Intellectually disabled detainees beaten by police

Emily Crane
3 Min Read
The report also denounced Morsi’s failure to act against police torture. (AFP File Photo)
Two intellectually disabled persons, one an orphaned minor, were arrested at random by police in early March and released with signs of physical abuse.  (File Photo) (AFP Photo)
Two intellectually disabled persons, one an orphaned minor, were arrested at random by police in early March and released with signs of physical abuse.
(File Photo)
(AFP Photo)

 

Two intellectually disabled persons, one an orphaned minor, were arrested at random by police in early March and released with signs of physical abuse.

Ahmad Abdel Khaleq was arrested on 4 March in Tahrir Square where he was selling tissues, according to Hany Helal, a lawyer for the Egyptian Coalition on Children’s Rights. His age is unknown due to his disability and because he has no known family, but Helal estimates that Abdel Khaleq is around 15 years old.

Police arrested Abdel Khaleq during a random sweep and held him for four days before his release on 8 March. He was visibly shaken and showed signs of having been beaten, Helal said.

“He couldn’t speak or explain anything to us,” Helal said. “He clearly had no idea what was going on.”

Abdel Khaleq has returned to Tahrir Square and resumed selling tissues because he has nowhere else to go, Helal said.

Ahmad Mahmoud Fathi, 22, also has an intellectual disability; he has difficulty speaking to strangers and is unable to cross the street by himself according to a statement by El-Nadeem Centre, an Egyptian NGO working with victims of violence and torture.

He was travelling with his mother on 3 March on Qasr El Nil bridge when a large group of security forces began arresting people on the bridge, according to his mother. Fathi was separated from his mother and taken into custody.

“They grabbed him like a dog,” his mother said.

His mother and father searched for him at a number of different police stations. Each station allegedly told them to file a report. They located Fathi at the Qasr El Nil police station the following evening, where they informed the police that their son was disabled and asked for his release. They were told to submit an appeal at Abdeen court.

They were allowed to visit their son later that week to bring him food and found that he had been severely beaten, his mother said.

“His face was swollen, he had two black eyes, and his clothes needed to be changed because they were soaked with blood,” his mother said.

Fathi was later transferred to a different police station and his parents were not informed of his whereabouts.

He was released on Wednesday morning and reunited with his family, according to Ramy Ghanem, a human rights lawyer.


Among the entries below, one line contains "You are a GUI" and another contains "Task: Click on". Transcribe those two lines and every line between them, exactly.

Exercise data
•••

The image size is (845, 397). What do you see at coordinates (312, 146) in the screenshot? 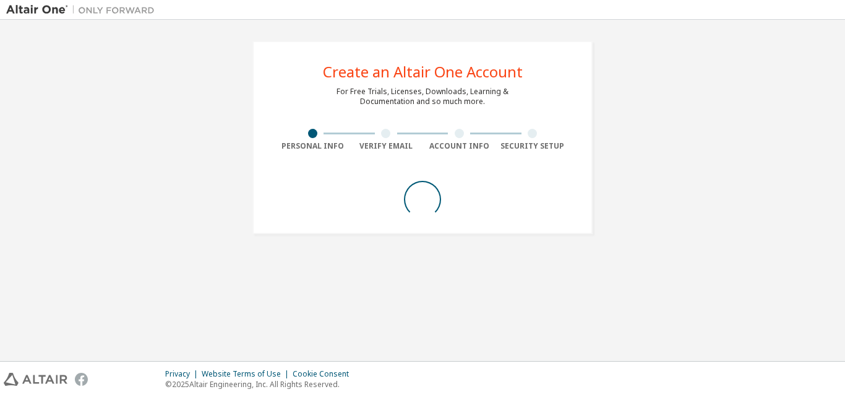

•••

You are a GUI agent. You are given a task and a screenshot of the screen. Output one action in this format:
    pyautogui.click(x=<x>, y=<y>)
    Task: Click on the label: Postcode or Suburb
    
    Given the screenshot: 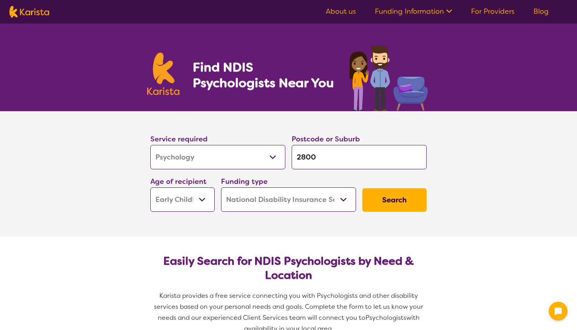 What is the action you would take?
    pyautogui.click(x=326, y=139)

•••

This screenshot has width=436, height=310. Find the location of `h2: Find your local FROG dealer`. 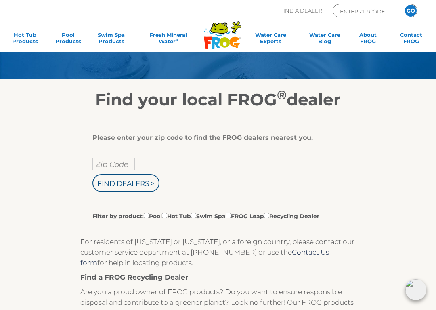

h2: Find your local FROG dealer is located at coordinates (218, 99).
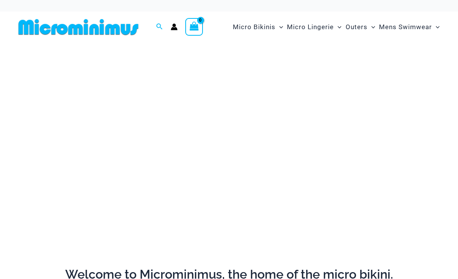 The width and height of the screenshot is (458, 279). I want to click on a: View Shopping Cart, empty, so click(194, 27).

•••

Solution below
You are a GUI agent. You are given a task and a screenshot of the screen. Output one action in this format:
    pyautogui.click(x=<x>, y=<y>)
    Task: Click on the label: Postcode or Suburb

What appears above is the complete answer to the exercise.